Brett Stevens said...

Mr. Kalb's analysis of the split between Buddhism and Christianity seems accurate to me. The problem is that self-negation doesn't seem to work, at least on a practical level; it makes one a de facto liberal eventually.

Liberals talk about freedom from parts of reality; conservatives talk about finding the meaning behind reality. To a liberal, suffering and death are bad; to a conservative, they are unavoidable and must be necessary to lead to a better thing.

My favorite example are the terrifying forest fires. They are awful, indeed; however, they also provide a necessary service in cleaning away the detritus and weaker plants. A similar idea can be extended to the horrors of natural selection, war and competition. While they are terrifying to us little creatures as individuals, on the broad scale they guarantee a highly functioning world of inner beauty.

From that I think the split originates: our liberal society has for centuries been insisting that nature is not an order, natural law does not exist, and that our world is "random" (a false extreme produced by a false dichotomy; there's a middle state between "random" and "deliberate, personalitied, and specific").
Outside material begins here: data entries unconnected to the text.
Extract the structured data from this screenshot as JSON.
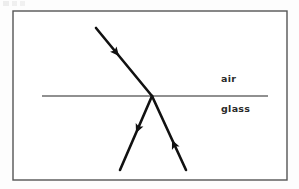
{
  "figure": {
    "background_color": "#fdfdfd",
    "frame": {
      "stroke_color": "#555555",
      "fill_color": "#ffffff",
      "x": 13,
      "y": 11,
      "width": 274,
      "height": 169,
      "stroke_width": 1.4
    }
  },
  "labels": {
    "air": "air",
    "glass": "glass",
    "text_color": "#2a2a2a",
    "font_size_px": 9.5
  },
  "chart_data": {
    "type": "diagram",
    "media": [
      {
        "name": "air",
        "region": "above interface",
        "label": "air"
      },
      {
        "name": "glass",
        "region": "below interface",
        "label": "glass"
      }
    ],
    "interface": {
      "name": "air-glass boundary",
      "orientation": "horizontal",
      "x1": 42,
      "y1": 96,
      "x2": 268,
      "y2": 96,
      "color": "#6b6b6b",
      "stroke_width": 1.3
    },
    "incidence_point": {
      "x": 152,
      "y": 96
    },
    "rays": [
      {
        "name": "incident-ray",
        "description": "ray travelling down-right through air toward the boundary",
        "x1": 96,
        "y1": 28,
        "x2": 152,
        "y2": 96,
        "color": "#111111",
        "stroke_width": 2.6,
        "arrow": {
          "x": 119,
          "y": 56,
          "direction": "down-right",
          "angle_deg": 50.5
        }
      },
      {
        "name": "transmitted-ray",
        "description": "ray continuing down-right inside the glass, arrowhead pointing back up toward the boundary",
        "x1": 152,
        "y1": 96,
        "x2": 186,
        "y2": 170,
        "color": "#111111",
        "stroke_width": 2.6,
        "arrow": {
          "x": 172,
          "y": 140,
          "direction": "up-left",
          "angle_deg": -114.7
        }
      },
      {
        "name": "second-ray",
        "description": "ray in the glass running down-left from the boundary with arrowhead pointing down-left",
        "x1": 152,
        "y1": 96,
        "x2": 120,
        "y2": 170,
        "color": "#111111",
        "stroke_width": 2.6,
        "arrow": {
          "x": 136,
          "y": 133,
          "direction": "down-left",
          "angle_deg": 113.4
        }
      }
    ],
    "grid": false,
    "legend": false,
    "annotations": [
      {
        "text": "air",
        "x": 221,
        "y": 79
      },
      {
        "text": "glass",
        "x": 221,
        "y": 110
      }
    ]
  }
}
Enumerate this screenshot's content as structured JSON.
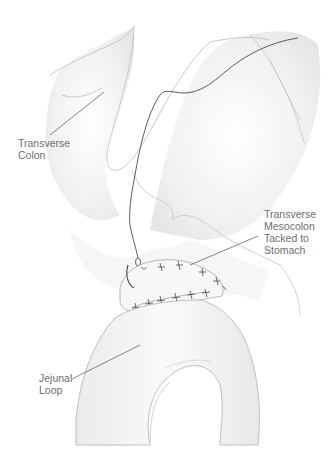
{
  "figure": {
    "type": "surgical-illustration",
    "labels": [
      {
        "id": "transverse-colon",
        "lines": [
          "Transverse",
          "Colon"
        ]
      },
      {
        "id": "transverse-mesocolon",
        "lines": [
          "Transverse",
          "Mesocolon",
          "Tacked to",
          "Stomach"
        ]
      },
      {
        "id": "jejunal-loop",
        "lines": [
          "Jejunal",
          "Loop"
        ]
      }
    ]
  },
  "colors": {
    "outline": "#b8b8b8",
    "shading": "#ececec",
    "suture": "#555555",
    "leader": "#666666",
    "label_text": "#6e6e6e"
  }
}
As a result, people believe this world is meaningless and without order, and like most predictions, it can be self-fulfilling. Phooey on them.

The Crow said...

"No Man is an island: not even in his 'private' thoughts; humans are necessarily social even in solitude... ...A desert-dwelling hermit may exemplify the fullest membership of humankind."
Interesting observations.
Some men are very much "islands". While being aware that islands always comprise a bigger picture. Some men have no private thoughts, indeed no thoughts at all. This absence of thought is what enables a man to be an island, in an archipelago, in an ocean, on a planet, in a solar system, in a galaxy...

This absence of thought does not denote stupid, in this context. But a re-discovery that the mind comes with an "Off Switch".

The desert-dwelling hermit may be the best equipped to understand his place within the whole.
Jesus discovered this, in the desert: that he was - in fact - God, and that God - in fact - was him.
That while he was an island, he was - in fact - everything else, too.

Brett Stevens said...

@The Crow:

I have learned to distrust the desire to be an island. To assume that I am the cause of myself is error.

It is denial that I am an intermediate result of a long chain of calculations stretching back to the dawn of time and concluding in an indeterminate future. Denial of this is denial of (part of) reality.

Despite all the wacky twists and turns of life and logic, I have never found the truth to be anything but a friend. That requires we stop isolating ourselves from the world, realize where we are constructs of our time, and then play the role we are allotted.

And if we're really lucky, we get to be the good guys :)

The Crow said...

What would the world be, without its islands?
Not everyone, or everything can be - would want to be - one.
Islands are places where evolution explores different avenues. Takes different turns. Revelation, you might say. Often only possible away from the mainstream.